Although it isn't Trail Ridge Road's highest point, Milner Pass is part of the continent's rugged backbone that separates the Atlantic and Pacific drainages. Credit: Terri Cook and Lon Abbott.

Visitors commonly spot elk and other wildlife alongside Trail Ridge Road. Credit: Terri Cook and Lon Abbott.

Continuing west from the visitor center, Trail Ridge Road does something rather unusual: It drops down to the Continental Divide at Milner Pass, which is located at 3,279 meters. It’s natural to expect that the divide, which demarcates land draining toward the Pacific Ocean from land draining toward the Atlantic, would be situated along the highest ridge in the area. However, the highest ground doesn’t always mark the drainage divide; what counts is the location of the highest continuous ridge, which, here, lies west of the highest topography.

Many visitors whose accommodation is in the more trafficked eastern part of the park turn around at the Continental Divide and retrace their steps. But if you have the time, descend the western slope at least to Farview Curve, 10 kilometers west of the Alpine Visitor Center. There you’ll be treated to yet another stunning view — into the upper Colorado River Valley, which once hosted the largest glacier in the entire park.

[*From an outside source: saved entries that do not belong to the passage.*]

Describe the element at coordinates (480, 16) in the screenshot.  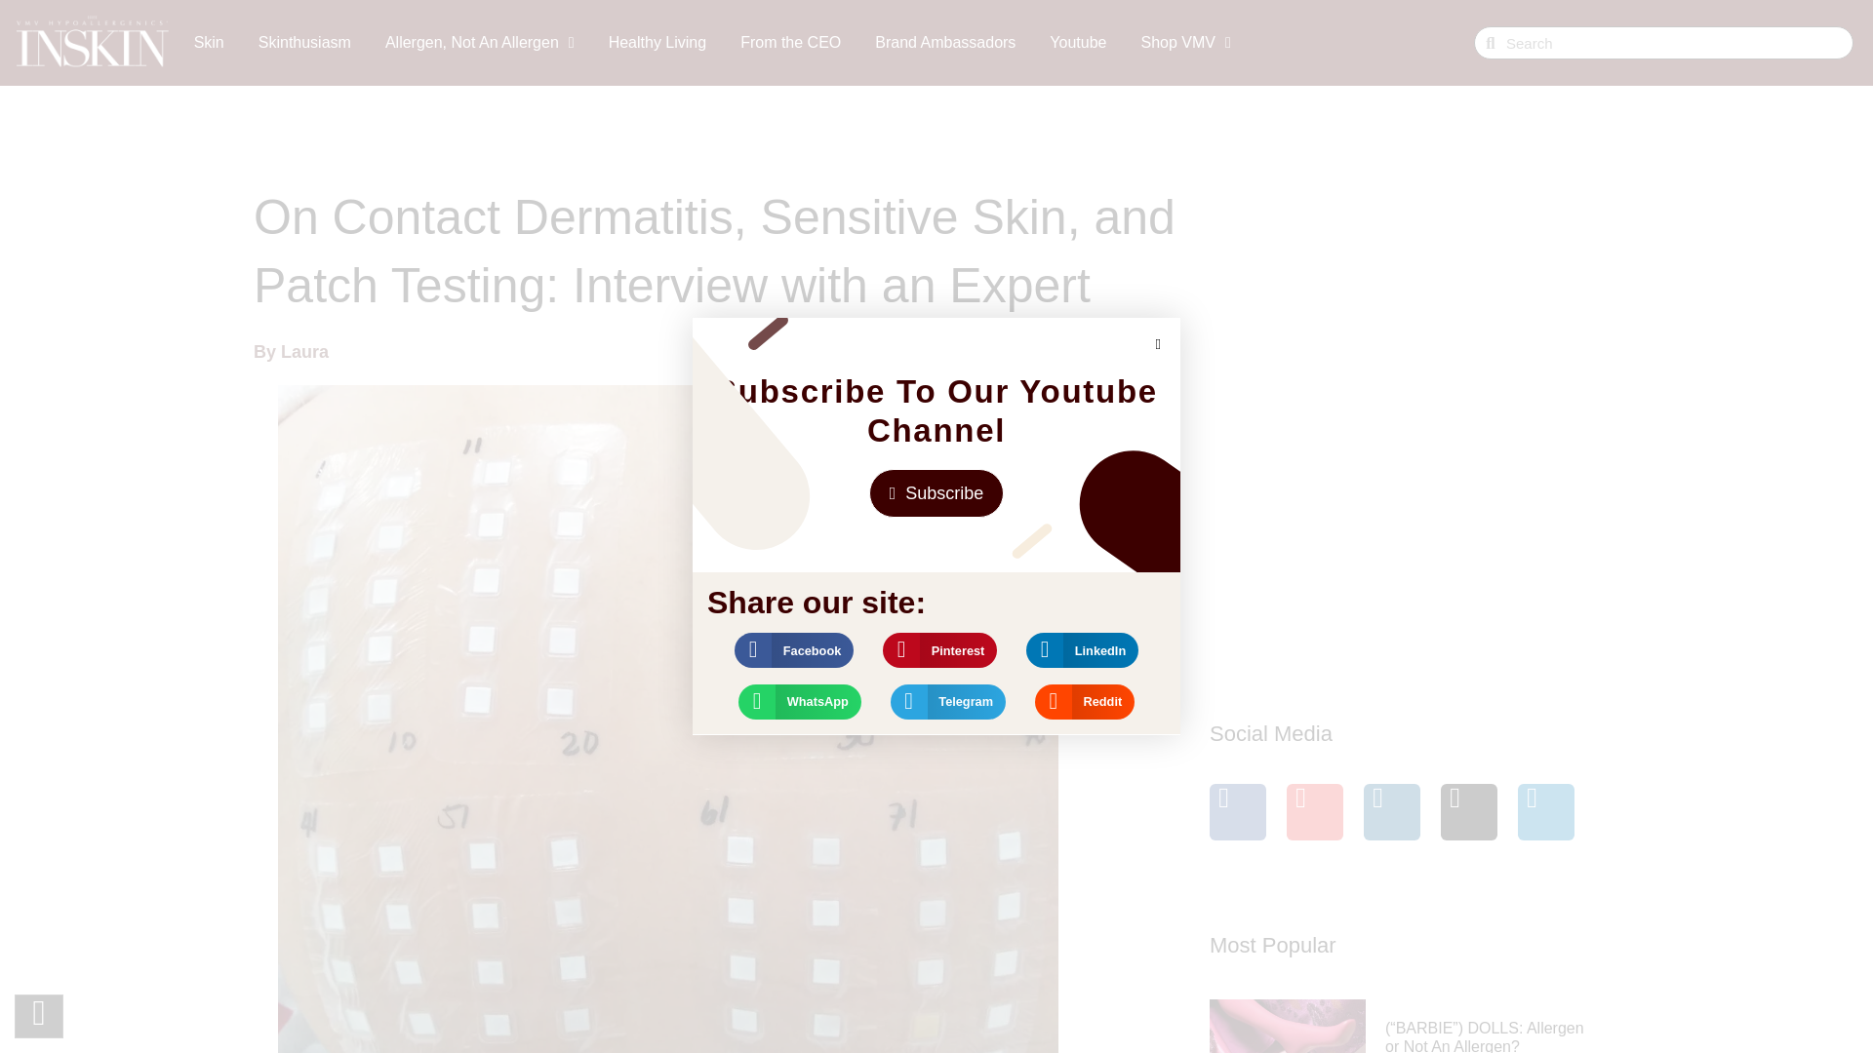
I see `Allergen, Not An Allergen` at that location.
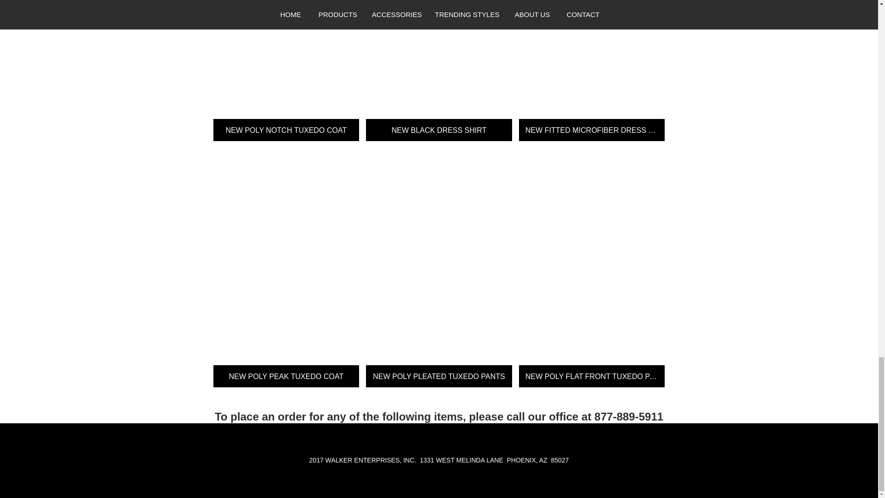  Describe the element at coordinates (439, 267) in the screenshot. I see `NEW POLY PLEATED TUXEDO PANTS` at that location.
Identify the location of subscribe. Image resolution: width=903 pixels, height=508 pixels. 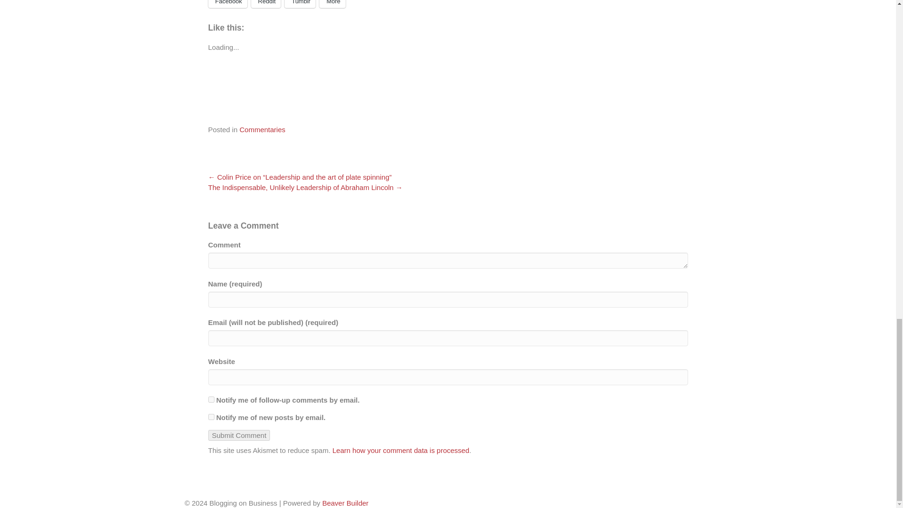
(211, 400).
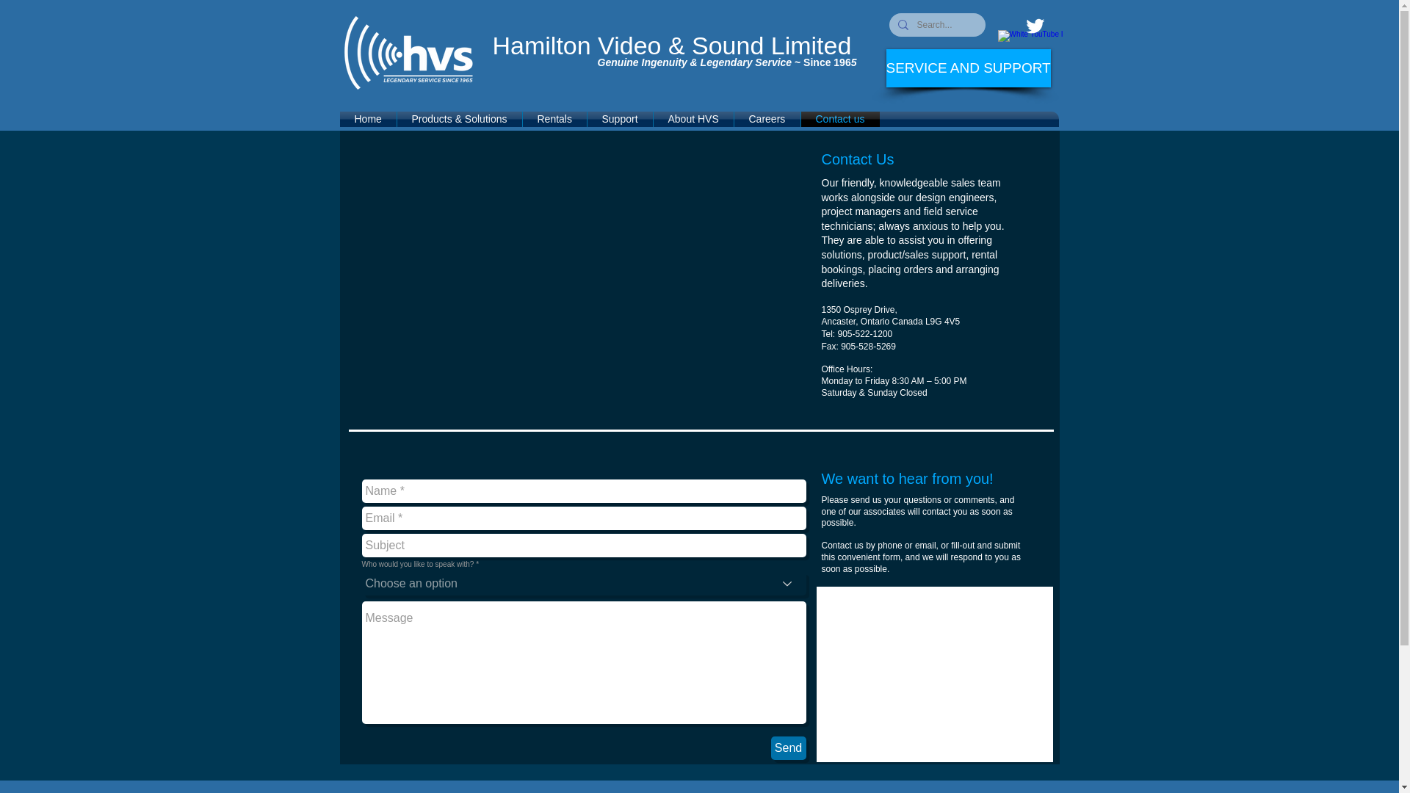 This screenshot has width=1410, height=793. What do you see at coordinates (693, 119) in the screenshot?
I see `About HVS` at bounding box center [693, 119].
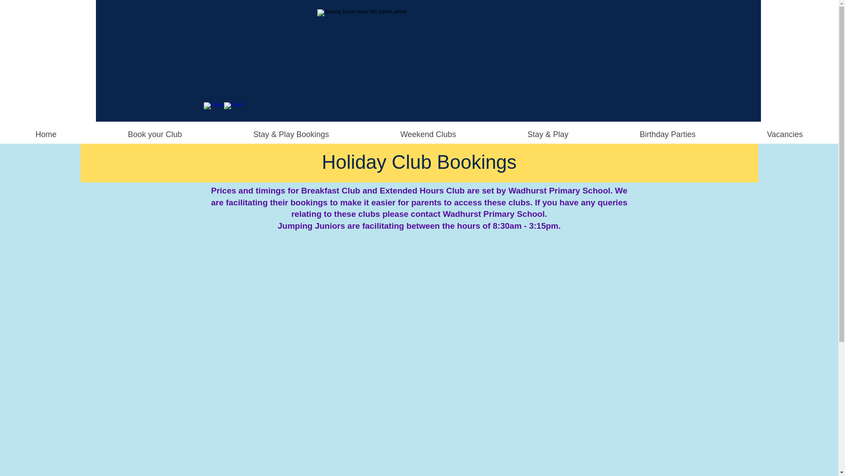 Image resolution: width=845 pixels, height=476 pixels. Describe the element at coordinates (428, 134) in the screenshot. I see `Weekend Clubs` at that location.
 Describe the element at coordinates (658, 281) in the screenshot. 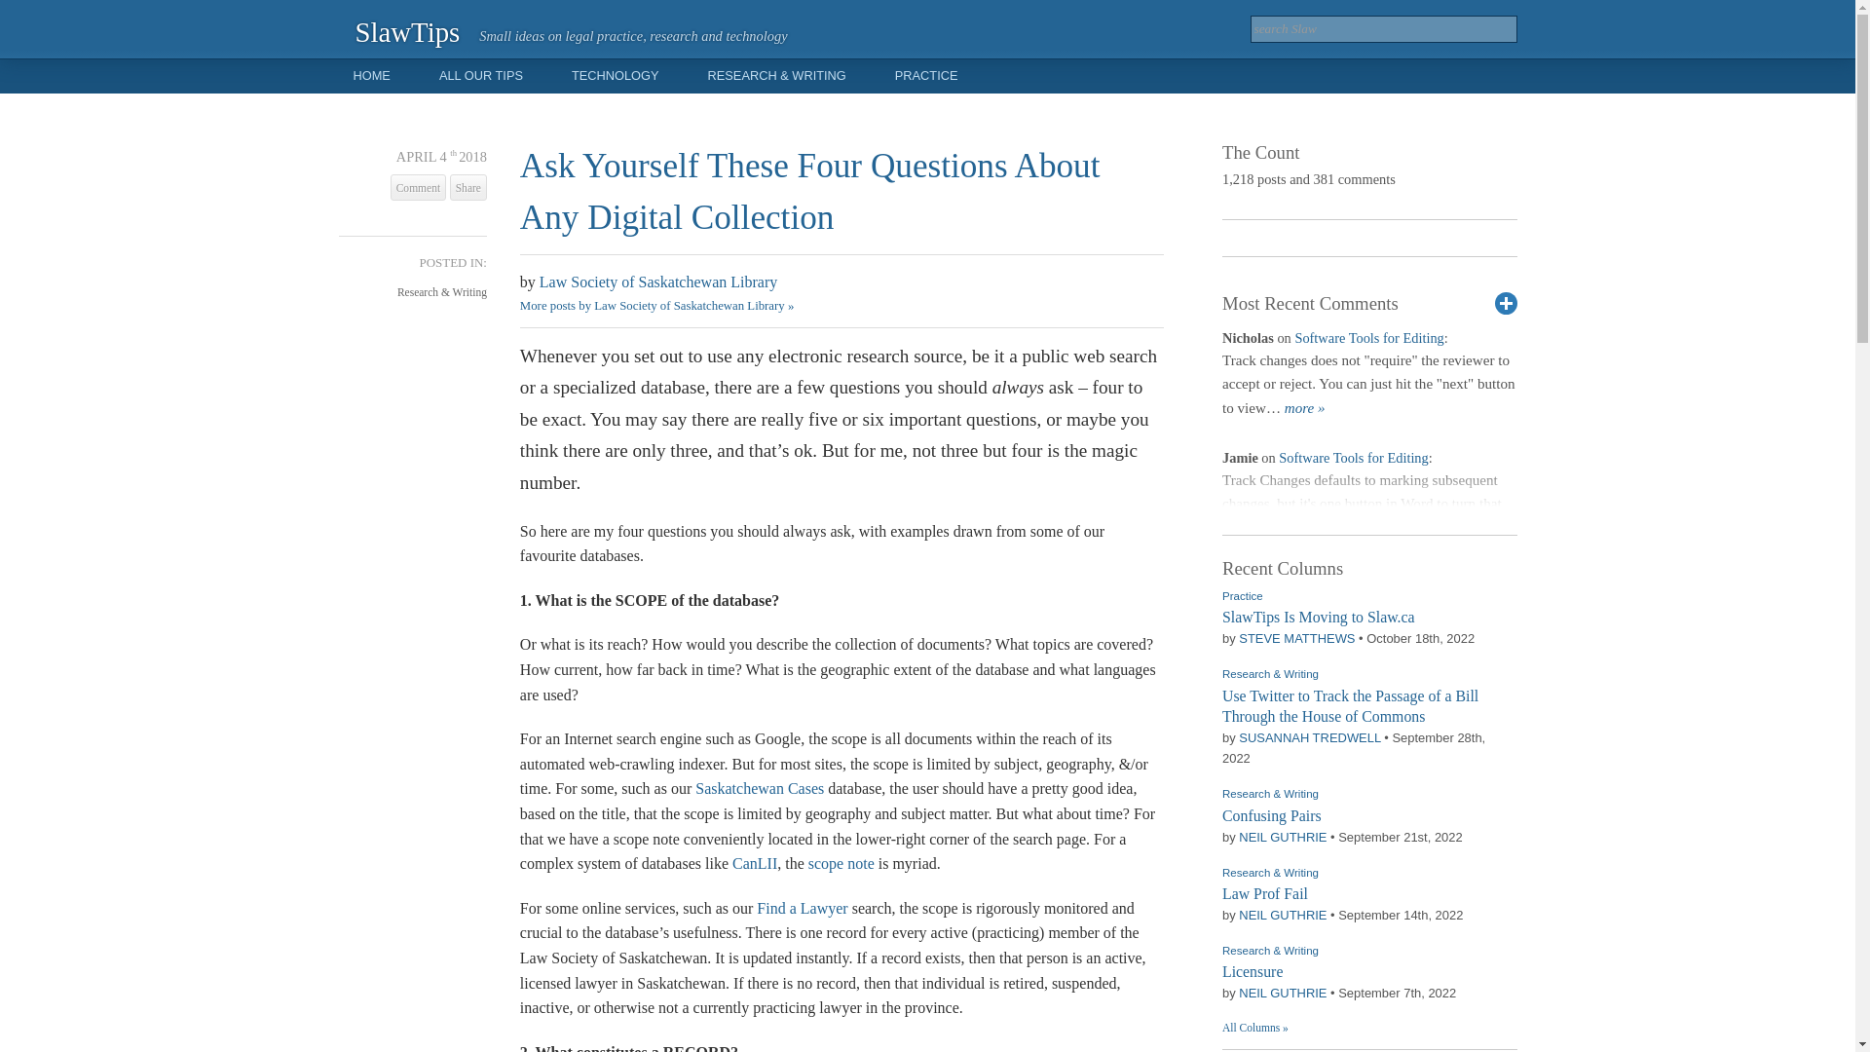

I see `Law Society of Saskatchewan Library` at that location.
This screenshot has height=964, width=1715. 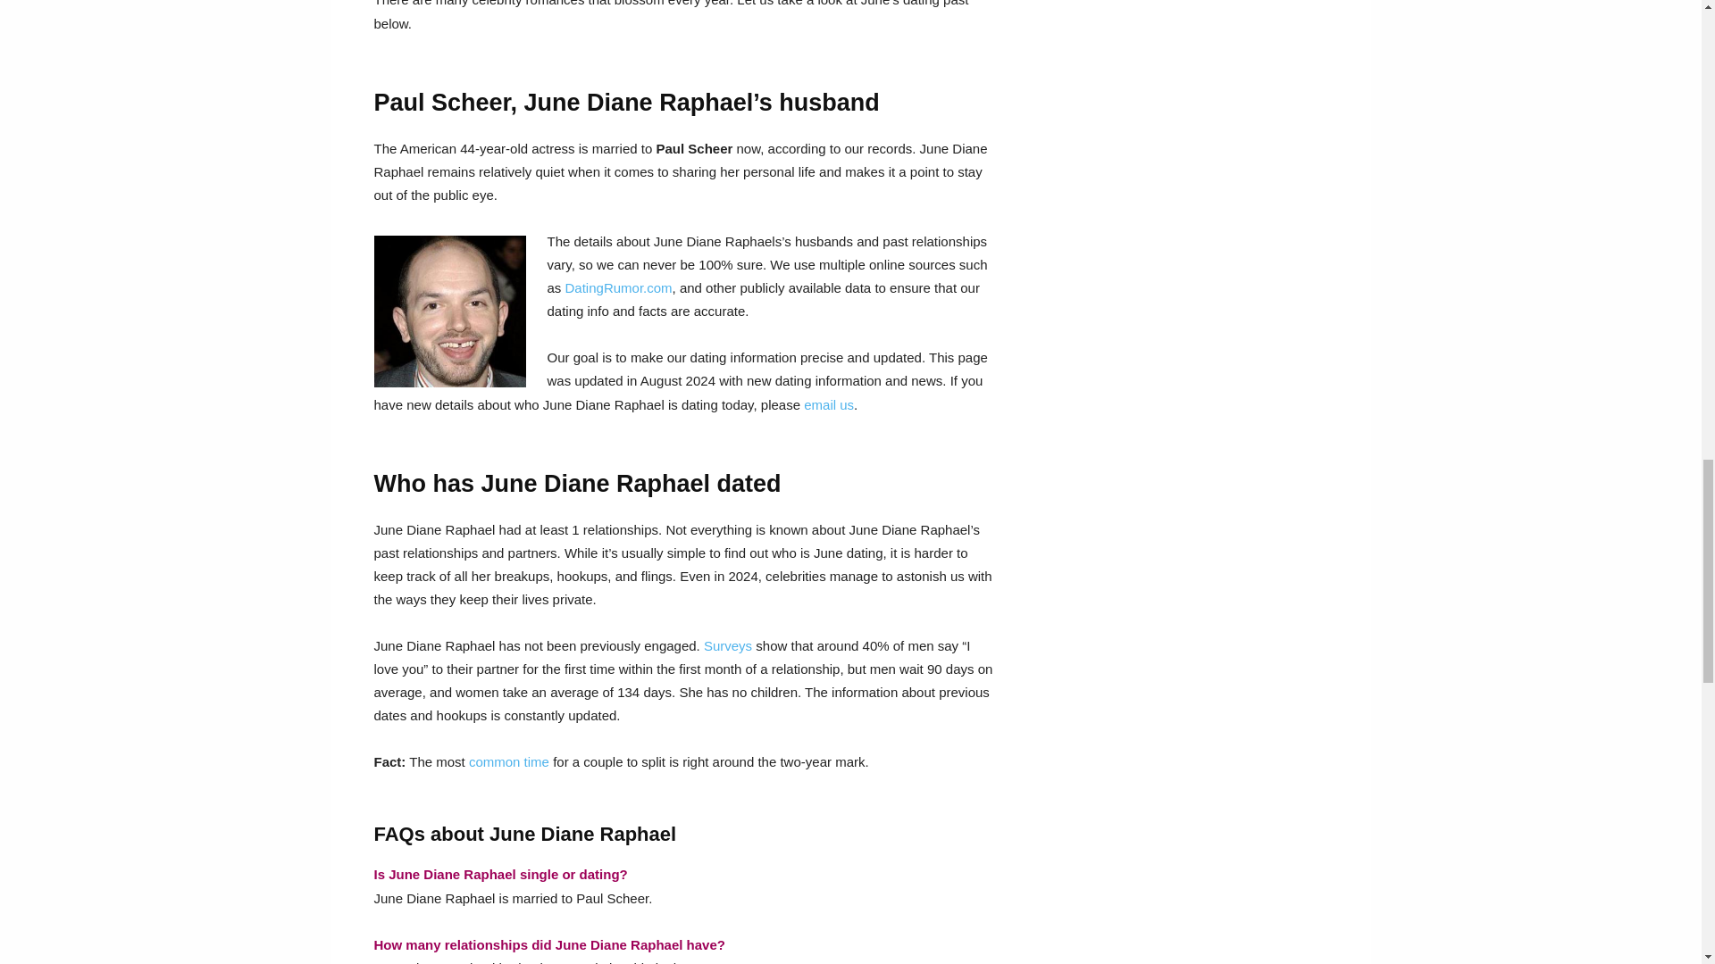 What do you see at coordinates (829, 404) in the screenshot?
I see `Contact CelebsInsights` at bounding box center [829, 404].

Even better, continue all the way down to Grand Lake, the park’s western gateway town, which is much less hectic than Estes Park. You’ll drive alongside the Colorado, which here is a much smaller and more peaceful stream than it is in the Grand Canyon and elsewhere downstream. It’s a favorite destination for anglers, as well as moose. Coyotes, elk, mule deer and beavers can also often be seen in this quieter portion of the park. As you enter Grand Lake, you’ll pass a tall hill of light gray bouldery debris, which is part of a moraine left behind by the Colorado River glacier when it retreated 10,000 years ago. This sight completes the journey along the road the two snow-removal crews work so hard to open — and the spot where the west road crew will start all over again come April, when the late spring sun begins to melt another winter’s snow from the jagged Rocky Mountain landscape.